Commenting on its excellent opening, Zygi Kamasa, co-founder and chief executive of Lionsgate UK, said: “We’re really delighted. It’s a huge opening for the first in a franchise. We’ve done a lot of work with the book publishers Scholastic because it’s not had the huge book sales that it’s had in the US. The US sold around 24m copies which is about one in five homes. The first Hunger Games book [in the UK] has sold 275,000 units, that’s only 1% of the number of homes in the UK so it’s not that many compared to the amount in the US.

“It’s also 20% less than the first Twilight [book] sold before the first Twilight came out and that movie opened on £2.5m and we’ve almost doubled that even though we sold less books. So what’s great is we’ve managed to translate across more than just the core fanbase.”

Kamasa believes a “small percentage” of its box office was lost because of the weather but thinks that the upcoming easter school holidays will make it up and also envisages a £1m-£1.5m week as adults go to see it based on its strong critical acclaim and positive word-of-mouth.

“There will be a lot of adults who won’t have gone on the weekend and will be interested in seeing it based on the critical reaction. It’s very rare for a big blockbuster to get so widely approved by the critics. There’s a lot of people who look at that and go ‘oh, I didn’t expect it to be so good’ and they don’t come out first weekend,” added Kamasa.

21 Jump Street held firm in The Hunger Games’ wake, falling just 21% in its second week to remain second. Sony’s comedy grossed $2.0m (£1.2m) to stand at $6.4m (£4.0m) after ten days in play.

Fox’s The Best Exotic Marigold Hotel was also immovable in third after taking a further $1.4m (£886,708) from its 470 locations. The comedy-drama has accumulated a superb $24.9m (£15.8m) to date which so far ranks it as the fifth best performance this year in the UK.

Falling three places to fourth was Paramount’s The Devil Inside.
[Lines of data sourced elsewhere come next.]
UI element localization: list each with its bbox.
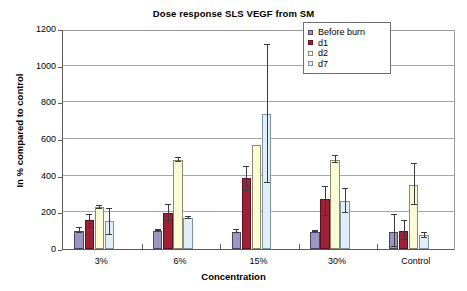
- error-bar-cap: [96, 208, 102, 209]
- error-bar-cap: [264, 182, 270, 183]
- chart-container: Dose response SLS VEGF from SM In % comp…: [0, 0, 467, 291]
- error-bar: [325, 187, 326, 216]
- y-tick-label: 600: [0, 134, 56, 144]
- error-bar-cap: [86, 214, 92, 215]
- error-bar-cap: [233, 229, 239, 230]
- y-tick-label: 1200: [0, 24, 56, 34]
- y-axis-label: In % compared to control: [14, 26, 25, 236]
- error-bar: [267, 45, 268, 183]
- y-tick-label: 0: [0, 244, 56, 254]
- error-bar-cap: [243, 166, 249, 167]
- legend-item[interactable]: d1: [308, 38, 385, 49]
- error-bar-cap: [312, 231, 318, 232]
- bar[interactable]: [330, 160, 340, 249]
- error-bar: [168, 205, 169, 221]
- y-tick-mark: [58, 250, 62, 251]
- bar[interactable]: [310, 232, 320, 249]
- error-bar-cap: [401, 239, 407, 240]
- y-tick-label: 400: [0, 171, 56, 181]
- error-bar-cap: [411, 204, 417, 205]
- y-tick-mark: [58, 140, 62, 141]
- y-tick-label: 1000: [0, 61, 56, 71]
- error-bar-cap: [165, 220, 171, 221]
- x-tick-label: 15%: [219, 256, 298, 266]
- error-bar-cap: [332, 162, 338, 163]
- legend-label: d7: [318, 59, 328, 70]
- y-tick-mark: [58, 213, 62, 214]
- error-bar-cap: [312, 230, 318, 231]
- error-bar-cap: [342, 188, 348, 189]
- error-bar-cap: [185, 218, 191, 219]
- x-tick-mark: [377, 244, 378, 249]
- error-bar-cap: [106, 234, 112, 235]
- error-bar-cap: [322, 186, 328, 187]
- legend-item[interactable]: d2: [308, 48, 385, 59]
- bar[interactable]: [252, 145, 262, 249]
- bar-group: [220, 31, 299, 249]
- legend-item[interactable]: d7: [308, 59, 385, 70]
- x-axis-label: Concentration: [0, 271, 467, 282]
- legend-swatch-icon: [308, 51, 313, 56]
- error-bar-cap: [106, 208, 112, 209]
- error-bar-cap: [342, 212, 348, 213]
- error-bar-cap: [411, 163, 417, 164]
- error-bar-cap: [322, 215, 328, 216]
- chart-title: Dose response SLS VEGF from SM: [0, 8, 467, 19]
- error-bar-cap: [155, 230, 161, 231]
- error-bar-cap: [86, 227, 92, 228]
- error-bar-cap: [264, 44, 270, 45]
- error-bar-cap: [401, 220, 407, 221]
- error-bar-cap: [165, 204, 171, 205]
- error-bar: [345, 189, 346, 214]
- x-tick-label: 6%: [141, 256, 220, 266]
- legend-swatch-icon: [308, 40, 313, 45]
- y-tick-label: 800: [0, 97, 56, 107]
- legend-swatch-icon: [308, 30, 313, 35]
- error-bar-cap: [233, 232, 239, 233]
- y-tick-mark: [58, 67, 62, 68]
- error-bar-cap: [421, 232, 427, 233]
- error-bar-cap: [391, 214, 397, 215]
- error-bar: [109, 209, 110, 235]
- error-bar-cap: [391, 246, 397, 247]
- error-bar-cap: [175, 157, 181, 158]
- bar-group: [142, 31, 221, 249]
- legend-item[interactable]: Before burn: [308, 27, 385, 38]
- x-tick-label: 30%: [298, 256, 377, 266]
- legend: Before burnd1d2d7: [303, 22, 391, 74]
- error-bar-cap: [76, 227, 82, 228]
- bar[interactable]: [232, 232, 242, 249]
- bar[interactable]: [173, 160, 183, 249]
- legend-label: d1: [318, 38, 328, 49]
- bar[interactable]: [153, 231, 163, 249]
- x-tick-mark: [220, 244, 221, 249]
- error-bar-cap: [243, 190, 249, 191]
- error-bar: [246, 167, 247, 192]
- error-bar-cap: [175, 161, 181, 162]
- y-tick-mark: [58, 103, 62, 104]
- x-tick-mark: [299, 244, 300, 249]
- x-tick-label: 3%: [62, 256, 141, 266]
- error-bar-cap: [332, 155, 338, 156]
- y-tick-mark: [58, 30, 62, 31]
- error-bar-cap: [76, 232, 82, 233]
- legend-label: d2: [318, 48, 328, 59]
- error-bar-cap: [155, 229, 161, 230]
- x-tick-label: Control: [376, 256, 455, 266]
- bar[interactable]: [95, 207, 105, 249]
- x-tick-mark: [142, 244, 143, 249]
- bar-group: [63, 31, 142, 249]
- error-bar: [404, 221, 405, 240]
- y-tick-mark: [58, 177, 62, 178]
- error-bar: [394, 215, 395, 247]
- y-tick-label: 200: [0, 207, 56, 217]
- error-bar-cap: [96, 205, 102, 206]
- legend-label: Before burn: [318, 27, 365, 38]
- bar[interactable]: [183, 218, 193, 249]
- error-bar: [414, 164, 415, 205]
- legend-swatch-icon: [308, 61, 313, 66]
- bar[interactable]: [74, 231, 84, 249]
- error-bar-cap: [421, 237, 427, 238]
- plot-area: [62, 30, 455, 250]
- error-bar-cap: [185, 216, 191, 217]
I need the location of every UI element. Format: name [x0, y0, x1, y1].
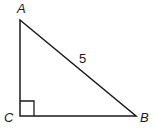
right-angle-marker: [20, 101, 34, 116]
vertex-label-b: B: [140, 110, 149, 125]
triangle-abc: [20, 20, 136, 116]
vertex-label-c: C: [4, 110, 14, 125]
side-label-ab: 5: [79, 51, 86, 66]
triangle-diagram: A C B 5: [0, 0, 153, 132]
vertex-label-a: A: [16, 1, 26, 16]
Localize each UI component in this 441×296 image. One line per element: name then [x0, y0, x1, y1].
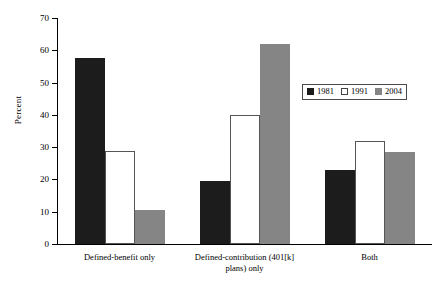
bar-1991-1 — [105, 151, 135, 244]
y-axis-tick-mark — [52, 50, 57, 51]
bar-chart: Percent 010203040506070 Defined-benefit … — [0, 0, 441, 296]
y-axis-line — [57, 18, 58, 244]
legend-swatch-icon-1981 — [307, 88, 314, 95]
legend-item-1991: 1991 — [341, 87, 368, 96]
legend-item-2004: 2004 — [375, 87, 402, 96]
bar-group — [200, 18, 290, 244]
y-axis-tick-mark — [52, 179, 57, 180]
legend-swatch-icon-2004 — [375, 88, 382, 95]
bar-group — [325, 18, 415, 244]
legend-label: 1991 — [351, 87, 368, 96]
x-axis-line — [57, 244, 432, 245]
y-axis-tick-label: 40 — [40, 110, 49, 119]
bar-1981-1 — [75, 58, 105, 244]
bar-2004-2 — [260, 44, 290, 244]
y-axis-tick-mark — [52, 83, 57, 84]
y-axis-tick-label: 30 — [40, 143, 49, 152]
y-axis-tick-label: 20 — [40, 175, 49, 184]
y-axis-tick-mark — [52, 18, 57, 19]
bar-1991-2 — [230, 115, 260, 244]
bar-2004-1 — [135, 210, 165, 244]
y-axis-tick-label: 10 — [40, 207, 49, 216]
x-axis-label-3: Both — [290, 252, 441, 263]
bar-1991-3 — [355, 141, 385, 244]
bar-1981-2 — [200, 181, 230, 244]
y-axis-tick-label: 60 — [40, 46, 49, 55]
bar-1981-3 — [325, 170, 355, 244]
y-axis-tick-label: 70 — [40, 14, 49, 23]
legend-swatch-icon-1991 — [341, 88, 348, 95]
legend-label: 1981 — [317, 87, 334, 96]
legend-label: 2004 — [385, 87, 402, 96]
plot-area: 010203040506070 — [57, 18, 432, 244]
legend: 198119912004 — [302, 84, 407, 100]
y-axis-tick-mark — [52, 244, 57, 245]
y-axis-tick-mark — [52, 147, 57, 148]
y-axis-title: Percent — [13, 80, 23, 140]
y-axis-tick-mark — [52, 115, 57, 116]
y-axis-tick-mark — [52, 212, 57, 213]
y-axis-tick-label: 0 — [45, 240, 50, 249]
bar-group — [75, 18, 165, 244]
bar-2004-3 — [385, 152, 415, 244]
legend-item-1981: 1981 — [307, 87, 334, 96]
y-axis-tick-label: 50 — [40, 78, 49, 87]
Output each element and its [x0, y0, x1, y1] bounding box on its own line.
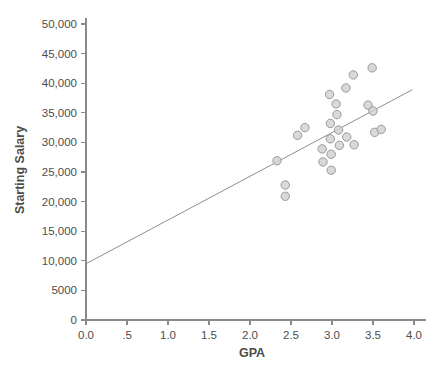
data-point — [293, 131, 301, 139]
plot-canvas: 0500010,00015,00020,00025,00030,00035,00… — [0, 0, 436, 370]
y-tick-label: 35,000 — [42, 107, 77, 119]
scatter-plot-figure: 0500010,00015,00020,00025,00030,00035,00… — [0, 0, 436, 370]
x-tick-label: 0.0 — [78, 329, 94, 341]
data-point — [332, 100, 340, 108]
y-tick-label: 0 — [71, 314, 77, 326]
data-point — [273, 157, 281, 165]
x-axis-tick-labels: 0.0.51.01.52.02.53.03.54.0 — [78, 329, 422, 341]
y-tick-label: 30,000 — [42, 136, 77, 148]
data-points-group — [273, 64, 386, 201]
data-point — [325, 90, 333, 98]
data-point — [342, 84, 350, 92]
data-point — [369, 107, 377, 115]
data-point — [318, 145, 326, 153]
x-tick-label: 2.5 — [283, 329, 299, 341]
x-tick-label: 3.0 — [324, 329, 340, 341]
data-point — [326, 119, 334, 127]
fit-line — [86, 90, 412, 264]
x-tick-label: .5 — [122, 329, 132, 341]
data-point — [327, 166, 335, 174]
y-axis-title: Starting Salary — [13, 126, 27, 214]
data-point — [327, 150, 335, 158]
x-tick-label: 1.0 — [160, 329, 176, 341]
tick-marks-group — [81, 24, 414, 325]
data-point — [326, 135, 334, 143]
data-point — [349, 71, 357, 79]
y-tick-label: 45,000 — [42, 48, 77, 60]
data-point — [319, 158, 327, 166]
data-point — [343, 133, 351, 141]
data-point — [350, 141, 358, 149]
data-point — [334, 126, 342, 134]
y-tick-label: 10,000 — [42, 255, 77, 267]
data-point — [281, 192, 289, 200]
x-tick-label: 2.0 — [242, 329, 258, 341]
data-point — [301, 123, 309, 131]
y-tick-label: 15,000 — [42, 225, 77, 237]
data-point — [368, 64, 376, 72]
y-tick-label: 40,000 — [42, 77, 77, 89]
x-tick-label: 3.5 — [365, 329, 381, 341]
y-tick-label: 25,000 — [42, 166, 77, 178]
data-point — [377, 125, 385, 133]
data-point — [281, 181, 289, 189]
x-tick-label: 4.0 — [406, 329, 422, 341]
data-point — [335, 141, 343, 149]
regression-line — [86, 90, 412, 264]
x-tick-label: 1.5 — [201, 329, 217, 341]
y-tick-label: 50,000 — [42, 18, 77, 30]
y-tick-label: 20,000 — [42, 196, 77, 208]
y-tick-label: 5000 — [51, 284, 77, 296]
y-axis-tick-labels: 0500010,00015,00020,00025,00030,00035,00… — [42, 18, 77, 326]
data-point — [333, 110, 341, 118]
x-axis-title: GPA — [239, 346, 265, 360]
axes-group — [86, 18, 426, 320]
The found footage horror scared its way to $1.2m (£758,370) from 388 sites in its second week for a solid $5.8m (£3.7m).

Rounding off the top five for a second week in a row was Fox’s We Bought A Zoo which grossed $720,393 (£455,286) to stand at $2.6m (£1.7m).

Momentum’s Act Of Valour, which has made $65.9m in the US and stars real-life Navy SEALs, made $413,810 (£260,885) to open in eighth.

This week sees saturation releases for Sony’s The Pirates! In An Adventure With Scientists (opening March 28), Vertigo’s StreetDance 2 and Warner Bros.’ Wrath Of The Titans.